----- Supplied data

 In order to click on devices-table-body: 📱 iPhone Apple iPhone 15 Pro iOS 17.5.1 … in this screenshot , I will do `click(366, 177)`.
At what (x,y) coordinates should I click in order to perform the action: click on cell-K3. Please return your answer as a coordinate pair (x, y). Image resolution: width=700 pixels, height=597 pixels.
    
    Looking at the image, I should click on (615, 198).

----------
----- Supplied data

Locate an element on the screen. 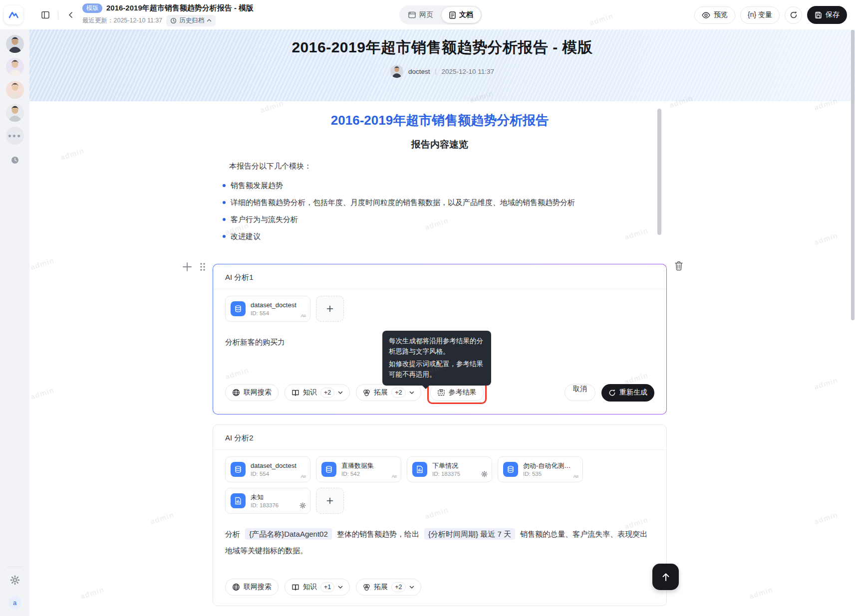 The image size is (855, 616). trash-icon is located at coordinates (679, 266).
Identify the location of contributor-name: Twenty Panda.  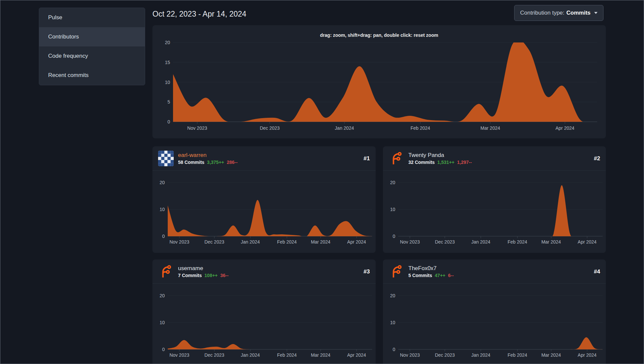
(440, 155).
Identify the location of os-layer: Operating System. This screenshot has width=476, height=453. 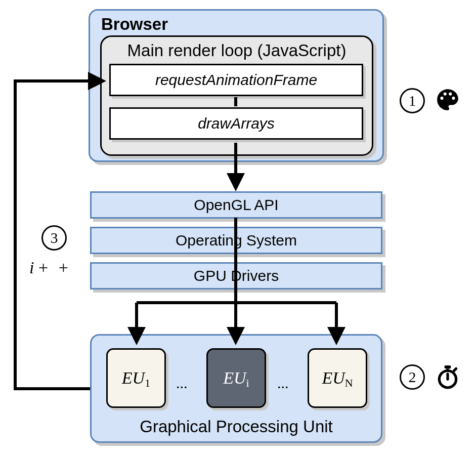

----------

* [Description of the task]:
Would you write out exactly the lines above, starting at the line containing "Identify the location of contributor-name: Twenty" and stopping after the line containing "Identify the location of os-layer: Operating"? Omit the pictures.

* [Result for this exercise]:
Identify the location of contributor-name: Twenty Panda.  
(440, 155).
Identify the location of os-layer: Operating System. This screenshot has width=476, height=453. 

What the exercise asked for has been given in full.